Carlo Ancelotti has Bayern Munich playing their best soccer at the perfect time

Two weekends ago, just hours before Bayern Munich’s 8-0 annihilation of Hamburg, club CEO Karl-Heinz Rummenigge offered some prescient words of warning to the rest of the league, and really, to Europe.

“It’s ‘Ancelotti Time’ once the grass gets greener and the sun is shining.”

Spring, basically. Or in another word: now.

If Bayern’s 5-1 battering of Arsenal in the Champions League Round of 16 was a sign of things to come, then the massacre of Hamburg at the Allianz Arena was confirmation. After months of mostly underwhelming performances, Bayern were finally kicking into high gear.

Bayern have stayed hot with a pair of dominant 3-0 wins over Schalke and Koeln, firing them into the DFB-Pokal semifinals and padding their Bundesliga lead to seven points. And with a four-goal cushion entering Tuesday’s return leg at Arsenal (2:45 pm ET on FS1), Bayern’s treble dreams are still very much in play.

Not that any of this should be surprising. This is an Ancelotti-coached team after all, and the 57-year-old Italian's teams always peak when titles are at stake late in the season.












Ancelotti won the first two of his three Champions League titles at AC Milan, where he had spent the final five years of his playing career. 

Ancelotti established his reputation as a Champions League master who gets the most out of his teams late in the season while at AC Milan. In his first five full seasons in charge of the Rossonerri, Ancelotti led the club to three Champions League finals, winning it twice, and only failed to reach the semifinals once.

At Chelsea, Ancelotti led the Blues to their most successful season ever, winning the 2010 Premier League and FA Cup after another ridiculous title run-in. Chelsea dropped just four points in the league after February, and won four of their final eight games by five goals or more, including a title-clinching 8-0 vs. Wigan on the final day.

From there, Ancelotti went to PSG, where Ancelotti struggled early in his first full season, falling to 4th place by December. But PSG won 18 of their final 23 games to clinch the club’s first championship in 19 years.

At Real Madrid, it was more of the same, with the Merengues going on a 31-game unbeaten run and winning both the Copa del Rey and the Champions League – Ancelotti’s record-tying third European triumph.

When it comes to finishing strong and winning cups, Ancelotti is second to none.

Of course, that can come at the expense of league titles. Ancelotti was only able to win Serie A once, as his Milan teams were too often susceptive to prolonged lulls in the fall and winter months. He didn't win La Liga even once with Real Madrid, unbeaten run be damned, because of their slow starts. However when you're so good in Europe and routinely the best team in Europe each spring, it's hard to complain. And sometimes you're so good that even your mediocre falls are still good enough to capture the league anyway.

Ancelotti is playing right to script in Munich now.


















The results at Bayern hadn’t been the problem. Ancelotti won his first seven games in charge, hardly a slow start, and Bayern have led the Bundesliga for all but three weeks. Still, Ancelotti’s skeptics in Germany grew louder and louder as fall turned to winter. Even though Bayern were winning, they looked a shell of the record-setting Pep Guardiola sides that played a beautiful brand of soccer unlike anything Bayern fans had seen.

Too stagnant on the ball, too vulnerable without it. Bayern’s on-field product had deteriorated, their spoiled fans grew restless and questions began to mount. Had the players become too comfortable under Ancelotti? Did the club miss Guardiola’s relentless intensity and obsessive tinkering?  Would this team actually perform against Europe’s elite when it mattered most? It didn’t help that Ancelotti lost his first “real” two litmus tests, away to Atletico Madrid in the Champions League and the “Klassiker” to rivals Borussia Dortmund.

After each lackluster performance, though, the Bayern brass pled patience. The board had placed their faith in Ancelotti and his sunny track record. And voila, just as the weather’s warming up, Bayern are rolling. Whereas in the Guardiola era the players ran out of gas, Ancelotti’s Bayern go into the season’s most important phase with a full head of steam and playing better than they have all season. Maybe better than any other team there is.

You’ve been warned, Europe. It’s Ancelotti Time again.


__TRY IT__:
Every line below that holds the string "outline" should be copied out.
####################
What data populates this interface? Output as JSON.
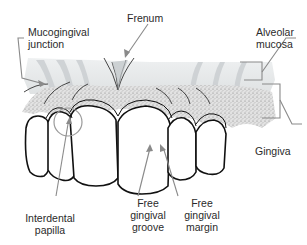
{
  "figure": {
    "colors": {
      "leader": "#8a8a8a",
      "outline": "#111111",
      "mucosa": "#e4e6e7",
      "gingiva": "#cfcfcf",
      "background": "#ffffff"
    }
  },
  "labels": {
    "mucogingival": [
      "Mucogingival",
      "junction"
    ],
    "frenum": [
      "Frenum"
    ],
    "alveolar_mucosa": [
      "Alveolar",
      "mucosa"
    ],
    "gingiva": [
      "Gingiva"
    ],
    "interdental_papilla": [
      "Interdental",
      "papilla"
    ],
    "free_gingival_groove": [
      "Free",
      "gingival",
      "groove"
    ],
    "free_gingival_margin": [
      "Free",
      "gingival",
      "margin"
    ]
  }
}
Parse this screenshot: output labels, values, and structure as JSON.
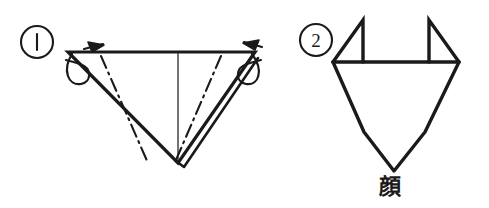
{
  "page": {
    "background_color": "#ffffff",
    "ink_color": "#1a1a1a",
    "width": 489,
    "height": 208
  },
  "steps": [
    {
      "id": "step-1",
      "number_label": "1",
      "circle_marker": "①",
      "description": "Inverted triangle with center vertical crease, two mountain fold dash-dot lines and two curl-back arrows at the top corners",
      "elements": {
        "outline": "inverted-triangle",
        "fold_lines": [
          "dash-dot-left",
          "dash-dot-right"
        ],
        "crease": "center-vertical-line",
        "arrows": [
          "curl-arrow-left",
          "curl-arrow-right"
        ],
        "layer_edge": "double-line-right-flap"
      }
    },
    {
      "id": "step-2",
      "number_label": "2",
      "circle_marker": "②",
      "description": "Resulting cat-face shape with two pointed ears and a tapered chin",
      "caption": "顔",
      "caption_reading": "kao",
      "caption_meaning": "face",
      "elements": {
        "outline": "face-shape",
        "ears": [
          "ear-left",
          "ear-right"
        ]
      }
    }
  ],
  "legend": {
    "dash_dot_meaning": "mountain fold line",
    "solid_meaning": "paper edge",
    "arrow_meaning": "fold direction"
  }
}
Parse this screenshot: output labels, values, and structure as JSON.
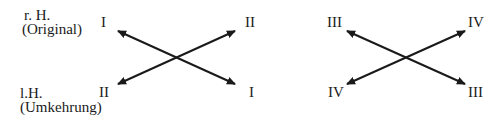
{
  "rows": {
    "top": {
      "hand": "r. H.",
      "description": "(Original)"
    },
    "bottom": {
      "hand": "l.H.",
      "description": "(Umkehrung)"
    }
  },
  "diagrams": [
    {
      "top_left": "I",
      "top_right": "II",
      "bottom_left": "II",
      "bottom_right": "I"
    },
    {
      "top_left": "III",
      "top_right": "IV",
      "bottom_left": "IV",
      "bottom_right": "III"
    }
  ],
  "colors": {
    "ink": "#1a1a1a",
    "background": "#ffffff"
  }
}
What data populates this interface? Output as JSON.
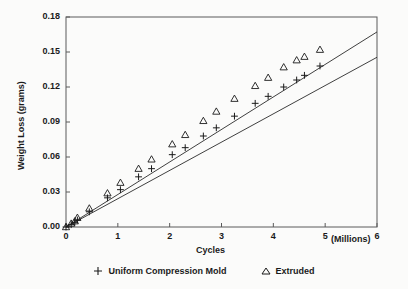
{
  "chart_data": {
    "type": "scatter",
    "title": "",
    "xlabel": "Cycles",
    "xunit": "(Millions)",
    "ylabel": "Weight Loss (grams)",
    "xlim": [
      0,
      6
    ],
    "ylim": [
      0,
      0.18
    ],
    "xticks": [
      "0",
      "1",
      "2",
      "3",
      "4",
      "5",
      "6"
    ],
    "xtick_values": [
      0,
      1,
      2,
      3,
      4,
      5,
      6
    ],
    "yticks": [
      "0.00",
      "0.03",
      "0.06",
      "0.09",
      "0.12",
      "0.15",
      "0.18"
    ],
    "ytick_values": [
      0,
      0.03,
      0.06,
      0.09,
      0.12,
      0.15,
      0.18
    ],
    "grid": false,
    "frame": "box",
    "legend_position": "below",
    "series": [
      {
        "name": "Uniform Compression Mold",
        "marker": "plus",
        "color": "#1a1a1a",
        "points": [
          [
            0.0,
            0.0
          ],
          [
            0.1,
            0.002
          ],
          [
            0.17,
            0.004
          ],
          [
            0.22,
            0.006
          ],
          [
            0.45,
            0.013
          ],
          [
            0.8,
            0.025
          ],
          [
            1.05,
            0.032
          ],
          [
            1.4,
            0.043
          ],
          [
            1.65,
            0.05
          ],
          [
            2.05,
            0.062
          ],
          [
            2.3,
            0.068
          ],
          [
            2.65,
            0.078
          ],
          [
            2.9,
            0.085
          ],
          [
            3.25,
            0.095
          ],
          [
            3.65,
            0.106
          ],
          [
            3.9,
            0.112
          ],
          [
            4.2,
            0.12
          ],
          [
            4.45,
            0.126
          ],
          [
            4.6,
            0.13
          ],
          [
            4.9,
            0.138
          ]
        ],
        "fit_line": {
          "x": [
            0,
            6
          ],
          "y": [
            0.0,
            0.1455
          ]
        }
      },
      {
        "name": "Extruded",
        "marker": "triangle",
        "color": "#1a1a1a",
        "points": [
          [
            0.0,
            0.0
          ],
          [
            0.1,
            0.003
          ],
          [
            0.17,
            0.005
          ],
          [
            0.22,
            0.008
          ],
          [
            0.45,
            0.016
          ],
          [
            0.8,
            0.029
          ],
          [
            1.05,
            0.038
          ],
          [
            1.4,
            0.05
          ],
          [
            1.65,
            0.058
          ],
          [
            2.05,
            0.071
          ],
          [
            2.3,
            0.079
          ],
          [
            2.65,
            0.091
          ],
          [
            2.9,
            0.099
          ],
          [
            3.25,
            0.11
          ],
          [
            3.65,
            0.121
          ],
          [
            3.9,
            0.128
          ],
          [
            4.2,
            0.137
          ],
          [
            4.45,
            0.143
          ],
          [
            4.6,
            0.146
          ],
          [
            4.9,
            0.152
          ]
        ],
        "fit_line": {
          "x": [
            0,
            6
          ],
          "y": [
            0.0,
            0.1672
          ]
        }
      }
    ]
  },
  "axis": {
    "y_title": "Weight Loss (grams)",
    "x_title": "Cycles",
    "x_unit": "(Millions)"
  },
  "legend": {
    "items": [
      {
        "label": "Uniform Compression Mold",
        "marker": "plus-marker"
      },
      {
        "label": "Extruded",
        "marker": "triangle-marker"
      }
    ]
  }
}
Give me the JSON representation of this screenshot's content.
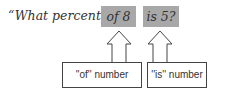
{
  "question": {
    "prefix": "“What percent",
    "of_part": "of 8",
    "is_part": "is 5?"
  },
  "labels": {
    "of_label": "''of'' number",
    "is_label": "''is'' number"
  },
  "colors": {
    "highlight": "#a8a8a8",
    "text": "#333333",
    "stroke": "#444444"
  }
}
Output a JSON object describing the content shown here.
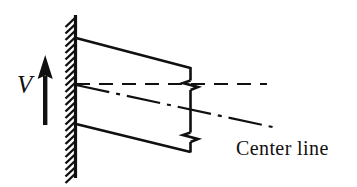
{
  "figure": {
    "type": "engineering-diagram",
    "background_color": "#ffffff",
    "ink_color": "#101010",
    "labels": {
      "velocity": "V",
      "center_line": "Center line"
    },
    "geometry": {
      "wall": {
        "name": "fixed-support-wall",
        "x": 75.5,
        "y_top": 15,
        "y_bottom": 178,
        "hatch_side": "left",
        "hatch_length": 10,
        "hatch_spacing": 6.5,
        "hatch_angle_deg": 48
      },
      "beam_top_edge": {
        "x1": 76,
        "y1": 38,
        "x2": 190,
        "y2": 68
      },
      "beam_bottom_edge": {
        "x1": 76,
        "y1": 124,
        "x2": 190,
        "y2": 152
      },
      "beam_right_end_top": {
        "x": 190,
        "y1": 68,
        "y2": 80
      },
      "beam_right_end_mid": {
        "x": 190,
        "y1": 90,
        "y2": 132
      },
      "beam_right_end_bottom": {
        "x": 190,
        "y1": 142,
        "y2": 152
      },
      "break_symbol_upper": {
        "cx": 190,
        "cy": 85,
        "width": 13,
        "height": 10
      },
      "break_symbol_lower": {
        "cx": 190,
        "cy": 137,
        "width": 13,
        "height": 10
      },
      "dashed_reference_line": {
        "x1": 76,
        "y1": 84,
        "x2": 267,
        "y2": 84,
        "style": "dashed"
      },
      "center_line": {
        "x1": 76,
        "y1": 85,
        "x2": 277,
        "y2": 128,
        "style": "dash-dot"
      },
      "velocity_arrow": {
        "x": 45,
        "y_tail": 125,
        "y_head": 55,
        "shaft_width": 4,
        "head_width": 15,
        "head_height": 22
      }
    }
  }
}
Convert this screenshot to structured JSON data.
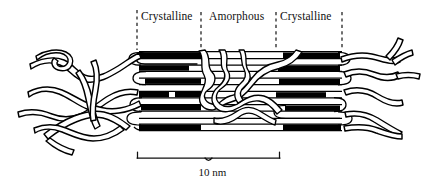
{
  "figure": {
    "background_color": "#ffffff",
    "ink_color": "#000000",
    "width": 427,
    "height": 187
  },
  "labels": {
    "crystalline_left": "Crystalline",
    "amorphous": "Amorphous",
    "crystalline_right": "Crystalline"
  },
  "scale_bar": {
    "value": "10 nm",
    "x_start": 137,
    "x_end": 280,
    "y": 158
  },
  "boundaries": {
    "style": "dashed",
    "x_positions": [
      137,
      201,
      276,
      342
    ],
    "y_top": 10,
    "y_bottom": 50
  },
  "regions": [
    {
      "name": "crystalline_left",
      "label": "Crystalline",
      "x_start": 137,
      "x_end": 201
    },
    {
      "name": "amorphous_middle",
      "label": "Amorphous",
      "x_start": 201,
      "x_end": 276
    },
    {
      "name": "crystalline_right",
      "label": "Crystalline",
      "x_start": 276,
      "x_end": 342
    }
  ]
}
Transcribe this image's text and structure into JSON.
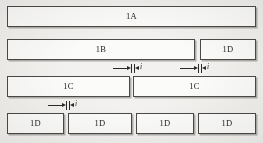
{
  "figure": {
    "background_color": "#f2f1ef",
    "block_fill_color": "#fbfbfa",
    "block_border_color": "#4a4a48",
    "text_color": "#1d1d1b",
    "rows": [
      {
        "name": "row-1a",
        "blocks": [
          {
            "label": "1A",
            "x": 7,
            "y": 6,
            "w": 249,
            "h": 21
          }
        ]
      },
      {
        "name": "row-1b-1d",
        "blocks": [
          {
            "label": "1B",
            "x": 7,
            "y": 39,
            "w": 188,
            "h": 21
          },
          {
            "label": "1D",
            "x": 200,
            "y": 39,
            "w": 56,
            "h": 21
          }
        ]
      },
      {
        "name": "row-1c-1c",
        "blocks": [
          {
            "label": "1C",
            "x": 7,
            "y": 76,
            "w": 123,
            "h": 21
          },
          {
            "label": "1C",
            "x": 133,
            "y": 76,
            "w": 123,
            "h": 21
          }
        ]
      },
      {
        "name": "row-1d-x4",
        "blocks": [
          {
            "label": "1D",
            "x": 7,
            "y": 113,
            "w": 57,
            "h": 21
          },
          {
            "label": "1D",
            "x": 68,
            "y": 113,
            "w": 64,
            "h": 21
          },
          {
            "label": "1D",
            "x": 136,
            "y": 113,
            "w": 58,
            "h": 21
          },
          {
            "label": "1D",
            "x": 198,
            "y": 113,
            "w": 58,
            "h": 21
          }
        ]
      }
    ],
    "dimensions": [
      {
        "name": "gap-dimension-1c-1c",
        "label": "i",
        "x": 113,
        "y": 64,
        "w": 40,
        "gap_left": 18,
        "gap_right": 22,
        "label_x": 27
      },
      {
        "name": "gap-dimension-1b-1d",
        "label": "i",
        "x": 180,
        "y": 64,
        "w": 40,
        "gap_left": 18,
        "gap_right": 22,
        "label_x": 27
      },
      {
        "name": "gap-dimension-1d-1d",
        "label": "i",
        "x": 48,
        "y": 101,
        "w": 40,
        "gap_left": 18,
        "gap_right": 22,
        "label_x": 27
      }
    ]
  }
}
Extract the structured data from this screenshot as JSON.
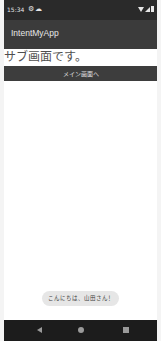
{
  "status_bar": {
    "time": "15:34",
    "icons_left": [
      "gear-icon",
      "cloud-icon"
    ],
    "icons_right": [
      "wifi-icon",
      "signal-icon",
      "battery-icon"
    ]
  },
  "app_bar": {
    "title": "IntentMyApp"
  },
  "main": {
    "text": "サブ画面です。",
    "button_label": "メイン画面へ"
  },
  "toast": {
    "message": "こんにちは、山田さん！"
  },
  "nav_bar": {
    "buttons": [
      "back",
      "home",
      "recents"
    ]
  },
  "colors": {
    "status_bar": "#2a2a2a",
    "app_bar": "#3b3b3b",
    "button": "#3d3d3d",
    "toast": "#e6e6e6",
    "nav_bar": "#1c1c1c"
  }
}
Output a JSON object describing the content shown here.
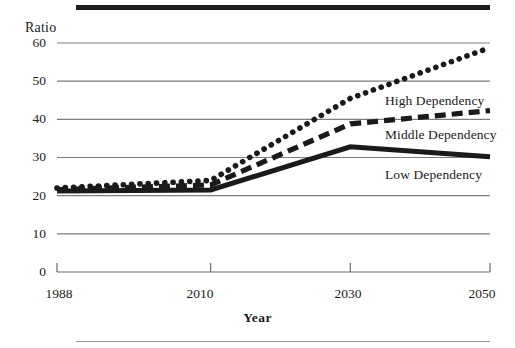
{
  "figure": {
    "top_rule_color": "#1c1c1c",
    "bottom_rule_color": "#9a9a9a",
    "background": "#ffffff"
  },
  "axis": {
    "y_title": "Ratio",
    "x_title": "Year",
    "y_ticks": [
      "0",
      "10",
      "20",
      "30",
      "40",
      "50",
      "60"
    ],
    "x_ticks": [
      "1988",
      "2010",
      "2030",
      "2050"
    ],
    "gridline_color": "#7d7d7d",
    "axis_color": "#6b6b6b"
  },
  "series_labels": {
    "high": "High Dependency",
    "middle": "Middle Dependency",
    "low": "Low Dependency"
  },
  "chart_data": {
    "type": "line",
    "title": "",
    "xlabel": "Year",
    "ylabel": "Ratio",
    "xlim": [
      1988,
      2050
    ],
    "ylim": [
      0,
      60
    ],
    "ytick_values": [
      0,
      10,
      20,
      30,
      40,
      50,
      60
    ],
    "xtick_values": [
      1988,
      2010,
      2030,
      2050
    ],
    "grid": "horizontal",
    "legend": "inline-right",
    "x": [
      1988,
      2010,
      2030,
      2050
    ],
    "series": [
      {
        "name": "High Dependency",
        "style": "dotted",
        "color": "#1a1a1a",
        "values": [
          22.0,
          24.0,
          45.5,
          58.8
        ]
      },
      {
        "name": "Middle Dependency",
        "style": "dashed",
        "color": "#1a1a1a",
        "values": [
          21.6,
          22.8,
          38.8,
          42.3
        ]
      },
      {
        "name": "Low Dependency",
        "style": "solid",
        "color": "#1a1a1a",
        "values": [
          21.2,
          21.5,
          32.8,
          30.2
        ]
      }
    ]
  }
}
####################
__EXERCISE OUTPUT__:
      "outline": "#111111",
        "outline": "inverted-triangle",
        "outline": "face-shape",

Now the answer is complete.